IIRC, any (?) emergency room has to see you regardless of insurance, but that’s not necessarily the case if you require admission. (I don’t handle billing. If there’s a big question about this, I can ask a friend in billing in my department what she knows about it.) A lot of underinsured/uninsured people go to County because they have to take care of you, though they will send you a bill later. What I’d heard at my previous job, though, was that they weren’t as aggressive as other hospitals in collecting/sending patients to collections/whatever. Just hearsay, though.
I didn’t have time to finish my story this morning - my brother-in-law went to County’s ER earlier in the year; he had no health insurance either. I told the whole story in episodes in my LJ; let me try to condense it here. He was admitted to the ER for coughing/spitting up blood. I don’t know how long it was before he was seen, but there wasn’t a complaint about that from my SIL so I’m assuming it was reasonable. They admitted him with alcoholic hepatitis (basically liver failure due to alcohol abuse), and at the time said that his family had better be notified, to the extent of calling his parents which he was mostly estranged from, because there were concerns he wouldn’t last more than a day. He did last longer than that, and my SIL spent a lot of time there with him. She complained of how it seemed like the resident who was handling a lot of the care was almost contemptuous of her patient - yeah, OK, so he blew out his liver from drinking, but he held down a job, wasn’t abusive or neglectful, and was a kind, caring, very decent human being who regardless of why still needs medical care. She got different prognoses between the people involved with his care (or sometimes from the same person, without any explanation about why the change), and was concerned that they didn’t seem to be doing much for him. She worked at yet another hospital in Chicago (not County, not mine), and called a doctor in her department who had privileges at County. He came over to see my BIL, and according to her, his care suddenly changed quite a bit.
I went over to visit a number of times as well. I will say that the nurses were kind and helpful, but the resident in charge of his care needs a mess of lessons in bedside manner. I’ve met a lot of residents and med students in my years of working in the medical field, and she was probably the most unfriendly one I’ve ever met.
(Postscript: While in the hospital, he also caught pneumonia, his kidneys started failing, and he had a stroke, but his liver started working finally. After a post-op stay at a county-funded rehabilitation center, he’s out, improving as the weeks go by, glad to be alive, and has stopped drinking. Medicaid - er, whichever one isn’t solely for senior citizens - has covered his expenses.)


Task goal:
Would you please reproduce all the entries exactly, leaving the pictures out?

Data shown:
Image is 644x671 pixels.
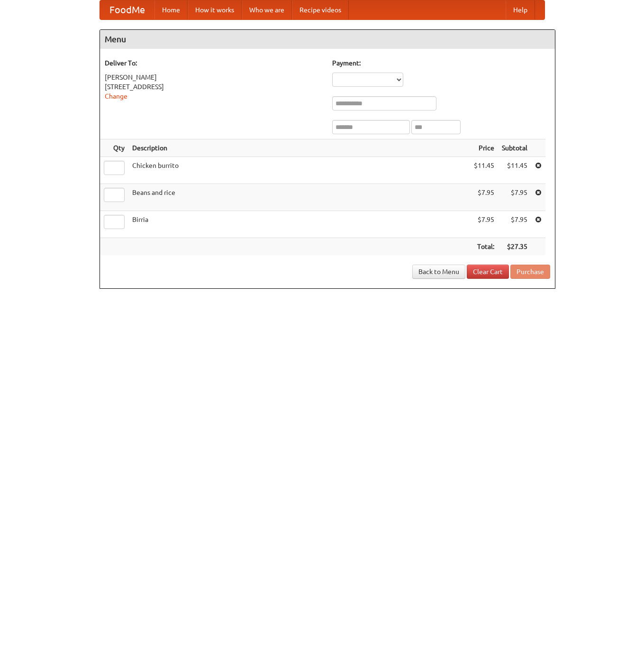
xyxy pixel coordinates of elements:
[506,1,535,20] a: Help
[129,184,470,211] td: Beans and rice
[188,1,242,20] a: How it works
[498,184,531,211] td: $7.95
[242,1,292,20] a: Who we are
[510,265,551,279] button: Purchase
[498,157,531,184] td: $11.45
[498,140,531,157] th: Subtotal
[467,265,509,279] a: Clear Cart
[129,140,470,157] th: Description
[498,211,531,238] td: $7.95
[470,238,498,256] th: Total:
[332,58,551,68] h5: Payment:
[292,1,349,20] a: Recipe videos
[105,58,323,68] h5: Deliver To:
[470,140,498,157] th: Price
[100,1,155,20] a: FoodMe
[498,238,531,256] th: $27.35
[100,29,555,49] h4: Menu
[470,157,498,184] td: $11.45
[412,265,465,279] a: Back to Menu
[155,1,188,20] a: Home
[105,72,323,82] div: [PERSON_NAME]
[100,140,129,157] th: Qty
[129,211,470,238] td: Birria
[470,184,498,211] td: $7.95
[105,82,323,91] div: [STREET_ADDRESS]
[129,157,470,184] td: Chicken burrito
[470,211,498,238] td: $7.95
[105,92,128,100] a: Change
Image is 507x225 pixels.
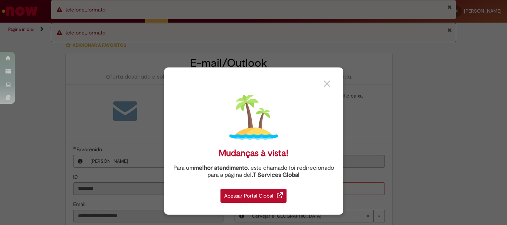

Your solution:
Image is 644x671 pixels.
xyxy pixel coordinates of elements:
[506,1,535,20] a: Help
[129,184,470,211] td: Beans and rice
[188,1,242,20] a: How it works
[498,184,531,211] td: $7.95
[242,1,292,20] a: Who we are
[510,265,551,279] button: Purchase
[498,157,531,184] td: $11.45
[498,140,531,157] th: Subtotal
[467,265,509,279] a: Clear Cart
[129,140,470,157] th: Description
[498,211,531,238] td: $7.95
[470,238,498,256] th: Total:
[332,58,551,68] h5: Payment:
[292,1,349,20] a: Recipe videos
[105,58,323,68] h5: Deliver To:
[470,140,498,157] th: Price
[100,1,155,20] a: FoodMe
[498,238,531,256] th: $27.35
[100,29,555,49] h4: Menu
[470,157,498,184] td: $11.45
[412,265,465,279] a: Back to Menu
[155,1,188,20] a: Home
[105,72,323,82] div: [PERSON_NAME]
[100,140,129,157] th: Qty
[129,211,470,238] td: Birria
[470,184,498,211] td: $7.95
[105,82,323,91] div: [STREET_ADDRESS]
[129,157,470,184] td: Chicken burrito
[470,211,498,238] td: $7.95
[105,92,128,100] a: Change
Image is 507x225 pixels.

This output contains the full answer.